"Beatriz has the right to live." (Credit: PolicyMic)
Beatriz, the 22-year-old Salvadoran woman who has been close to death as she has been
forced to carry a fetus without a brain, received an emergency Caesarean section on Monday. Beatriz’s 27-week-old fetus, which has a fatal birth defect that has left it without a brain and parts of its skull, will
likely not survive outside the womb for very long.
Over the past several months, Beatriz’s doctors warned that she would die if she was not allowed to end her pregnancy — but she was unable to get a legal abortion in her deeply conservative country, where terminating a pregnancy can lead to up to 30 years in prison. Her doctors took her case all the way to the Supreme Court, hoping to receive an exception to the country’s total abortion ban. The case stretched on for three months, and Beatriz’s health got worse every day.

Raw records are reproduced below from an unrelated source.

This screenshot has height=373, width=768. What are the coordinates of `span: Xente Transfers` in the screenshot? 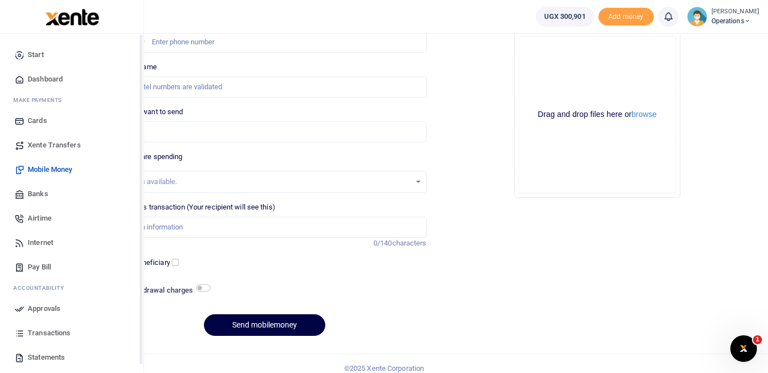 It's located at (54, 145).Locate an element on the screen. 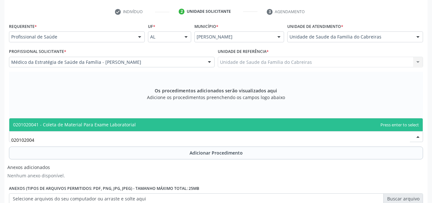 This screenshot has width=432, height=203. input: Buscar por procedimento is located at coordinates (210, 140).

Last week, the Supreme Court finally handed down its ruling, choosing to deny Beatriz the critical abortion care she needed to stay alive. Even though a team of Beatriz’s doctors repeatedly warned that the young woman — who suffers from multiple health conditions that worsen when she’s pregnant — would likely not survive if she was forced to carry the nonviable pregnancy to full term, the court decided that her health “was not yet in absolute danger.”
After weeks and weeks of waiting for a conclusion to the legal proceedings, Beatriz was already at the end of her second trimester when she was officially denied the right to a life-saving abortion. Since she was so far along in her pregnancy, El Salvador’s health minister determined that her case no longer fell under the country’s abortion laws. The country’s health department could therefore decide the best course of action to safeguard Beatriz’s life, including ending the pregnancy early by inducing birth.
“At this point, the interruption of the pregnancy is no longer an abortion. It is an induced birth,” the health minister, María Isabel Rodríguez, explained on Thursday. She said it could be either “an abdominal or vaginal birth.”
Late on Monday, the Associated Press reported that Beatriz received a C-section. She is currently recovering from surgery, and her pre-term baby is not expected to survive very long. “No one can say how long she will live,” one source told the AP in reference to Beatriz’s baby girl. “It was painful to see the little creature. That’s what the grandmother told us, and the doctors confirmed it.”
Essentially, Beatriz was forced to carry a nonviable fetus for months — all while her health deteriorated, and she remained in a hospital room separated from her husband and young son — until she could end her pregnancy with a type of reproductive care that makes El Salvador comfortable. The outcome will end up being exactly the same, since her baby will not be able to survive long without a brain. But, because El Salvador’s government claims that this type of C-section is not considered to be an abortion, it’s an “intervention of the pregnancy” that is allowed.